Music wants to be free?

Michael Forrest
Thu 14 Feb 2008
http://www.techcrunch.com/2007/10/04/the-inevitable-march-of-recorded-music-towards-free

I read the comments on this post over the Christmas holiday. I thought the most compelling point was made by Tim (#152) - "Maybe the musical stars of the future will earn average incomes in the future, and will live instead as musicians have throughout most of history - on the wonderful intangibles of prestige, sincere compliments, and free dinners."

A compelling, if rather grounding point. Superstar musicians are a very recent invention, and it makes sense that this phenomenon is temporary. With Clear Channel's channel monopoly being progressively eroded by the internet and bands being able to find specific niches in other ways, I can see things becoming a lot more sensible in the future.

Another interesting thread was people saying 'musicians won't make music if they won't get paid' and the various refutations of this idea. I gave up on making money from music a long time ago - I remember when I was trying to charge for the tapes I was making while I was at school that I should have been giving away to anybody who was interested.

I think there are two main reasons that it is still worth producing CDs. The first is to sell at gigs. These are more of a 'souvenir' than a medium through which to necessarily listen to the music. The second is for gifts (nobody brought this up on the linked thread). The only time I ever buy DVDs or CDs these days is at Christmas time when I want to give things to other people. An MP3 is no substitute for a CD in this context.
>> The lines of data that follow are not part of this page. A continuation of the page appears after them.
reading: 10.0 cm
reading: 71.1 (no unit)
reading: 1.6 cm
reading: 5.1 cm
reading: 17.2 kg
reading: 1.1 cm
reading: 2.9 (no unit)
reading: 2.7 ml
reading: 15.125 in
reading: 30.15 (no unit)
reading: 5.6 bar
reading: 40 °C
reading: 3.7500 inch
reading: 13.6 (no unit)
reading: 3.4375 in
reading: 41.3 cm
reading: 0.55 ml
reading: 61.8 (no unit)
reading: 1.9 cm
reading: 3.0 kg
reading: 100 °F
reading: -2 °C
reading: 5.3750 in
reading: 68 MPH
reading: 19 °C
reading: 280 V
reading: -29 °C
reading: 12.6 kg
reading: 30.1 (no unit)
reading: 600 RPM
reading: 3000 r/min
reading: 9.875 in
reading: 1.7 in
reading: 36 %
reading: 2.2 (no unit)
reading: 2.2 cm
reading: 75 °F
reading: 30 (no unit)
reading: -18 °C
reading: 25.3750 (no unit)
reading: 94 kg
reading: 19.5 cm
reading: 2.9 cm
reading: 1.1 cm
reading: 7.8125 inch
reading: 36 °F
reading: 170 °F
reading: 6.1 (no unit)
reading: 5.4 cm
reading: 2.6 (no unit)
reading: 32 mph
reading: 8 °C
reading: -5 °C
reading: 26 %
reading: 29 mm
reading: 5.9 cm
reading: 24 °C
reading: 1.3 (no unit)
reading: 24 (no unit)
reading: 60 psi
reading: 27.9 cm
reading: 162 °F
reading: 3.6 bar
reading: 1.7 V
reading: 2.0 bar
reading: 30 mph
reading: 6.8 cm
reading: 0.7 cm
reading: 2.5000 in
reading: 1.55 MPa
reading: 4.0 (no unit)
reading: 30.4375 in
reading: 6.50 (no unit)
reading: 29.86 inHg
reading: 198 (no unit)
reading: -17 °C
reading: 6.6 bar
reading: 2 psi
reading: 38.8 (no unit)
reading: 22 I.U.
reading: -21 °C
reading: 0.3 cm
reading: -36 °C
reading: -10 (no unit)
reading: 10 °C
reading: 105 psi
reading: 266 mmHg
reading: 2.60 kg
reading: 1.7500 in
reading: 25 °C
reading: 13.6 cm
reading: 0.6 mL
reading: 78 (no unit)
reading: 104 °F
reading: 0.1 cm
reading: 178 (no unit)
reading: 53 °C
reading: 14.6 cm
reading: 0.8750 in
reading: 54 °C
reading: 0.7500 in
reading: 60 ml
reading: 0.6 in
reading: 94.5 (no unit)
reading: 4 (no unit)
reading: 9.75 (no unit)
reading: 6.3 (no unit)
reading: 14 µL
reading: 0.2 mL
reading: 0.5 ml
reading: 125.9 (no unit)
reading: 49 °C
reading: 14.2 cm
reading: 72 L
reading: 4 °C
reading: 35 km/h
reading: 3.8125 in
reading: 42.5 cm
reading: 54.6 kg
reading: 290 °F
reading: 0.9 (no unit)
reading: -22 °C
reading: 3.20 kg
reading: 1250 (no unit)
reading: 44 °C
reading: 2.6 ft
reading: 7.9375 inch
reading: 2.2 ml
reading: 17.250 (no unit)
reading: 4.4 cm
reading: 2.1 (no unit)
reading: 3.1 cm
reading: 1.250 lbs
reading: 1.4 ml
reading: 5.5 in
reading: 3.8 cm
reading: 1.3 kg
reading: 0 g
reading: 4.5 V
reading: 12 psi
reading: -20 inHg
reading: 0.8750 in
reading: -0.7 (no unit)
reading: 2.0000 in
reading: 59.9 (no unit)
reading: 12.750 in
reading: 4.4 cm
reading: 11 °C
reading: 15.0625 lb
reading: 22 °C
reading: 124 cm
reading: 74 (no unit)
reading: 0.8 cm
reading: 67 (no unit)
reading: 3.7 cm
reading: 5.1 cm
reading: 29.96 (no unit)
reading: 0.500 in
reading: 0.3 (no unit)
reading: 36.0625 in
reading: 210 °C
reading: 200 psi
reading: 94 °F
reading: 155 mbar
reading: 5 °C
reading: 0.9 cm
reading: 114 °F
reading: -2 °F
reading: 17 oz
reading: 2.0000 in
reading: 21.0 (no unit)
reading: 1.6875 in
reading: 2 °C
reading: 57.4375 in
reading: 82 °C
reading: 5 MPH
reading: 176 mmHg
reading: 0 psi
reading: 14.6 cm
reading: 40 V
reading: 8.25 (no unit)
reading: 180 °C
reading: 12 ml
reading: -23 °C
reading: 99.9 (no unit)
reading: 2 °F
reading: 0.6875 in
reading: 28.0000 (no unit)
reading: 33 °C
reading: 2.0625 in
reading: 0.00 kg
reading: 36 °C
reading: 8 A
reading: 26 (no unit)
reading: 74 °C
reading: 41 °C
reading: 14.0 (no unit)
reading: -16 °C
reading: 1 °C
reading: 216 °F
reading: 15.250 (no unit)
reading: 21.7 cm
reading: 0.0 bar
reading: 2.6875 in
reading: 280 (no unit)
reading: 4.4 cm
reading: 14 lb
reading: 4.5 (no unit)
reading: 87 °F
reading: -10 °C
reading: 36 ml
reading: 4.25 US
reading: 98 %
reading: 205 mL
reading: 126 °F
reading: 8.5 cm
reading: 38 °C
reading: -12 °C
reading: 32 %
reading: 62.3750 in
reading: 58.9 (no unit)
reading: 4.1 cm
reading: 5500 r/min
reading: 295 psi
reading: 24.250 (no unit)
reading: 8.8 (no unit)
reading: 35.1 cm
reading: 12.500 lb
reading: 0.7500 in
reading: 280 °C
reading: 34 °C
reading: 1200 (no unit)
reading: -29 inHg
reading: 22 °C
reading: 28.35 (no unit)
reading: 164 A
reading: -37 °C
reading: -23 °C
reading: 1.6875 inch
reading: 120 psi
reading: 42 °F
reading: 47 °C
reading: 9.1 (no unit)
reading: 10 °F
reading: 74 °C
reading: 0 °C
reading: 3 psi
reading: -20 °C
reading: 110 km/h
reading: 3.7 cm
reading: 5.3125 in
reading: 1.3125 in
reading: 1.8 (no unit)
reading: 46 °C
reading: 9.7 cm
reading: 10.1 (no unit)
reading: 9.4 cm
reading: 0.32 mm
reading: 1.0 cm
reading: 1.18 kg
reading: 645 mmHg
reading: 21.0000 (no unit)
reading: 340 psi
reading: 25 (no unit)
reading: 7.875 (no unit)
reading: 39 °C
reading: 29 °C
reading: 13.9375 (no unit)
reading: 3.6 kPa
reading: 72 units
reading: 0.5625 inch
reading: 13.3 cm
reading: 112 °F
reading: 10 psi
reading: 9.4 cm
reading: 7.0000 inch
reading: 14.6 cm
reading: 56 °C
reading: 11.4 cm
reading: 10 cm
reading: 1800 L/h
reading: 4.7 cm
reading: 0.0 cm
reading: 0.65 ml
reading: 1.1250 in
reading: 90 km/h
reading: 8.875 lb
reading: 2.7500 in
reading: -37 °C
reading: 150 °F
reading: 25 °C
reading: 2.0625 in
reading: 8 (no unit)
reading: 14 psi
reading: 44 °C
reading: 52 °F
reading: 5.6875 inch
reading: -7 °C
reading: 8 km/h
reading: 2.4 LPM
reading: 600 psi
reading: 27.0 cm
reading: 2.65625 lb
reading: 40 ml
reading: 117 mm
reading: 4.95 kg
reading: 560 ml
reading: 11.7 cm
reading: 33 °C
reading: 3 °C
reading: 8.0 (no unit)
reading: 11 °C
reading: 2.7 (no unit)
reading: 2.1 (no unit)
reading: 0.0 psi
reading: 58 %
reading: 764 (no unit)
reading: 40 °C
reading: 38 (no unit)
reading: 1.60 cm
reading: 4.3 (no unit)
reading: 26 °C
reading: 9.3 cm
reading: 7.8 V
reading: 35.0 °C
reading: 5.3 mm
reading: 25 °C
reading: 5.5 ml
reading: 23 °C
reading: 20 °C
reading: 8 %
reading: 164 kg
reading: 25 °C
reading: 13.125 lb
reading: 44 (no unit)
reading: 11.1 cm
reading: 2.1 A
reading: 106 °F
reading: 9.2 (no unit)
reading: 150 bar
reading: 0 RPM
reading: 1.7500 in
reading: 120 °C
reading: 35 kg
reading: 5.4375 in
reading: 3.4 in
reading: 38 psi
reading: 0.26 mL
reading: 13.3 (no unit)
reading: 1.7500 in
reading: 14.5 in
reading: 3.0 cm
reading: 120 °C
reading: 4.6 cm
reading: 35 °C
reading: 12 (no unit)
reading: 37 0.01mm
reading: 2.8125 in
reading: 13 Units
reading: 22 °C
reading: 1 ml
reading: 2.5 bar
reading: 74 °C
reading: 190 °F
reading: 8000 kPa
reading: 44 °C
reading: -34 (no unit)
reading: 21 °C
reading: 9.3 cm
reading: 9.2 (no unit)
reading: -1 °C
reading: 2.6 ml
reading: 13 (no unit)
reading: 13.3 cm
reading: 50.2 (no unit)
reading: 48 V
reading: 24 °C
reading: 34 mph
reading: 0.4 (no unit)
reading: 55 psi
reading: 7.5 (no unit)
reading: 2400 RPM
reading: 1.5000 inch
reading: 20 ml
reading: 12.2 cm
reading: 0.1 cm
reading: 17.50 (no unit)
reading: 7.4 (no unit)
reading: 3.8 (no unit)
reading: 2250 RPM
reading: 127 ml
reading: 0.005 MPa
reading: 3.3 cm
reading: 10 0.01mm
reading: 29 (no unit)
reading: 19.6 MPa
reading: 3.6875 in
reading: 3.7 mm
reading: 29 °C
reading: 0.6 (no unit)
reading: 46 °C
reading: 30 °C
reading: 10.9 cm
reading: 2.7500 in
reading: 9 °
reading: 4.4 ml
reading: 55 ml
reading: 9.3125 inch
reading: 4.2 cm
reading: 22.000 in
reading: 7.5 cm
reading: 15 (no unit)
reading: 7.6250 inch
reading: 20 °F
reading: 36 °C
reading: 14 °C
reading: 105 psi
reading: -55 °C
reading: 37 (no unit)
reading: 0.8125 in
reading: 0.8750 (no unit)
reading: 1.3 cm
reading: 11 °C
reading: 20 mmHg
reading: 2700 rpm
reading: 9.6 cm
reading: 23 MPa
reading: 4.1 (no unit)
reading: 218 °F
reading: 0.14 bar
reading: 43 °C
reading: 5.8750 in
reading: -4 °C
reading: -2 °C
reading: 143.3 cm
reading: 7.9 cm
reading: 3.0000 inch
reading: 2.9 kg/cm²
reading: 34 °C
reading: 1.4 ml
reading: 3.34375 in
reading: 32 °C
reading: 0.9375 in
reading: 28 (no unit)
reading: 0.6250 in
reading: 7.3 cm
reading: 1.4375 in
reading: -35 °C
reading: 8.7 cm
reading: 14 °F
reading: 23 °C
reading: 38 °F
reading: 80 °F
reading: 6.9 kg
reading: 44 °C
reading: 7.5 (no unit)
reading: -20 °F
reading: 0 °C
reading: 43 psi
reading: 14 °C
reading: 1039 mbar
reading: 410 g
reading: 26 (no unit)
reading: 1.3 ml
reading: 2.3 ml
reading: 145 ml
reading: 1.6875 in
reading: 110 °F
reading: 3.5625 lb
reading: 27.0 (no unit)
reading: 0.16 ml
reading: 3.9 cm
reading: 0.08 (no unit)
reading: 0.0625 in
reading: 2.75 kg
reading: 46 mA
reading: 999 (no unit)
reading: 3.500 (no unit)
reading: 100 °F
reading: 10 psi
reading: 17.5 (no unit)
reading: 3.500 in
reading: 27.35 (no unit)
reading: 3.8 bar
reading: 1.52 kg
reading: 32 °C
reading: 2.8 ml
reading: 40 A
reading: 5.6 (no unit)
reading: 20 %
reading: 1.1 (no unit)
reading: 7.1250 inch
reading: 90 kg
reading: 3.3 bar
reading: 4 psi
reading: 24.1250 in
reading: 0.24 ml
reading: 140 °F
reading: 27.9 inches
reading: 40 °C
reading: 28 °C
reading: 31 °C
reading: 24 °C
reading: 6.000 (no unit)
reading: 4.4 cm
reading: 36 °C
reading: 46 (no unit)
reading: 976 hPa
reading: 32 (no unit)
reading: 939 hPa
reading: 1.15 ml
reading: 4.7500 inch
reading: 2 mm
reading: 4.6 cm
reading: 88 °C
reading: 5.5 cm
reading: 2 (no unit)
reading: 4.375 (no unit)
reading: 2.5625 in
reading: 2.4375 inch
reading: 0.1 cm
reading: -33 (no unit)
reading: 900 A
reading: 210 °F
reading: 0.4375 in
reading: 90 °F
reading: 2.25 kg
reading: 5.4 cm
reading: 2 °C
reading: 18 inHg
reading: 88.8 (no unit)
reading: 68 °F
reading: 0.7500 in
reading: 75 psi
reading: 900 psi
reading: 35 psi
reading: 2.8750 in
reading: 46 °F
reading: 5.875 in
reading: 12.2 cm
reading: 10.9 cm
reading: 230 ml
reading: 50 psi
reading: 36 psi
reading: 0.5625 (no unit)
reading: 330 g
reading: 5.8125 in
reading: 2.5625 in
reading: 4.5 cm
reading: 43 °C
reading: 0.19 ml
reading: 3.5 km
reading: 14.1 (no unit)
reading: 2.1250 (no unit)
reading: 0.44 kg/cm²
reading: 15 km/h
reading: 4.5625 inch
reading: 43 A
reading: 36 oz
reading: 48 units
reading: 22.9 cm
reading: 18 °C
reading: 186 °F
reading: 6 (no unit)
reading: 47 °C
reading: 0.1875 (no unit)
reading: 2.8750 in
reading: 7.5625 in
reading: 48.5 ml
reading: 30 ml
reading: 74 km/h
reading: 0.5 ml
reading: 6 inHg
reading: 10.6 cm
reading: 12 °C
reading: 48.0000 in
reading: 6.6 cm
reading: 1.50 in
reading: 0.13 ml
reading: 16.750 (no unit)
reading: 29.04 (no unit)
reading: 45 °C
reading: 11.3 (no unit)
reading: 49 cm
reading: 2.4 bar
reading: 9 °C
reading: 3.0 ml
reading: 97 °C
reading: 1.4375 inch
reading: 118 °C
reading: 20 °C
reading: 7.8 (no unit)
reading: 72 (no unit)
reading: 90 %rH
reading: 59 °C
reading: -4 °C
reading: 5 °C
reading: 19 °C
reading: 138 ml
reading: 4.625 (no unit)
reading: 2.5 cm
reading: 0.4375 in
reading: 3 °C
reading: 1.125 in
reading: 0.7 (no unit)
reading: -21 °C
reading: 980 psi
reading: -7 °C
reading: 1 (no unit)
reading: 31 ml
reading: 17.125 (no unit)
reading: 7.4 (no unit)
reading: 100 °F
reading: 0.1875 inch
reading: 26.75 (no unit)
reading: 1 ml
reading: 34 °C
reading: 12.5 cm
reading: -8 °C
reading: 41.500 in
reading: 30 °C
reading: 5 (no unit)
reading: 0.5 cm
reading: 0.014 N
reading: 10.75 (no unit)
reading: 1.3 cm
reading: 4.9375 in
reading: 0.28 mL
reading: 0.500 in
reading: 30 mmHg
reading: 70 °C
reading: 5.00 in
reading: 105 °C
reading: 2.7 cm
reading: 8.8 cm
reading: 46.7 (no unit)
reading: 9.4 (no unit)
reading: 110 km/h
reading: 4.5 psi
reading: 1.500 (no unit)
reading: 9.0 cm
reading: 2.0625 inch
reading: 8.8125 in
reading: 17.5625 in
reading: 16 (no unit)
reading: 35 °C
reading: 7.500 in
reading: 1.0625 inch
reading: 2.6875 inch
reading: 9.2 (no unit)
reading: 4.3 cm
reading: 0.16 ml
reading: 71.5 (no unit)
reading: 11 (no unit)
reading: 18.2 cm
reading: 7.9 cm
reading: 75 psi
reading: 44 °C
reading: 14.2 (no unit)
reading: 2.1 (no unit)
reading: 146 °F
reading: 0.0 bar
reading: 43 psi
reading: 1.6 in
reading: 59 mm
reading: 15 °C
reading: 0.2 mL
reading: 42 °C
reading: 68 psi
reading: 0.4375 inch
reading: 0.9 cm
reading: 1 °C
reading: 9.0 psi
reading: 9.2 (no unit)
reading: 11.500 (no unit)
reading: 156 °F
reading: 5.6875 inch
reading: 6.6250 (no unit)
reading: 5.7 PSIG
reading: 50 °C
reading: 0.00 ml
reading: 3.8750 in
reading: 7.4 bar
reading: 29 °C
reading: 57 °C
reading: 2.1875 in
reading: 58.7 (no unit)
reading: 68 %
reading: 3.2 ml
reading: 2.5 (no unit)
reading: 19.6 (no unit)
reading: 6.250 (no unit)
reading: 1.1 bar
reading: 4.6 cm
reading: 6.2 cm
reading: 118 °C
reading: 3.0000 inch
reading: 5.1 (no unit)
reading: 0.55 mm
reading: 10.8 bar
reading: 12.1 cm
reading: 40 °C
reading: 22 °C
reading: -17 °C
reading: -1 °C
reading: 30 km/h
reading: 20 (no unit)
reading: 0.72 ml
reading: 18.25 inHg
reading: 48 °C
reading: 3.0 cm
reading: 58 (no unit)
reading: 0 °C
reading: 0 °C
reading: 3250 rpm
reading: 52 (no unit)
I'd like to think there's a market for 'premium' editions of recordings with fancy packaging (that's the way Hollywood is going with DVDs lately) but the only reason to have these is (again) for gift giving, and perhaps for those odd freaky collector types who want to revere their favourite artists by purchasing every single edition of everything they have ever released and have an awful lot of shelf-space to spare in their 'den'.

Ah yes- that's the other good thing about CDs - like books they're excellent for decorating your flat (or Facebook profile!) - people like to display their tastes, and while iTunes makes it easy to flick through a lot of stuff it's not really the same as scanning the spines of 6 shelves of CDs.

What else? I always thought vinyl would stick around for DJs, but it's so heavy! If I was DJing I don't think I could be arsed with the weight-lifting angle. I'd go digital. That said, I do seem to take an AWFUL lot of kit when I play live! But that's different.. that's live

I think I'll talk about royalties tomorrow.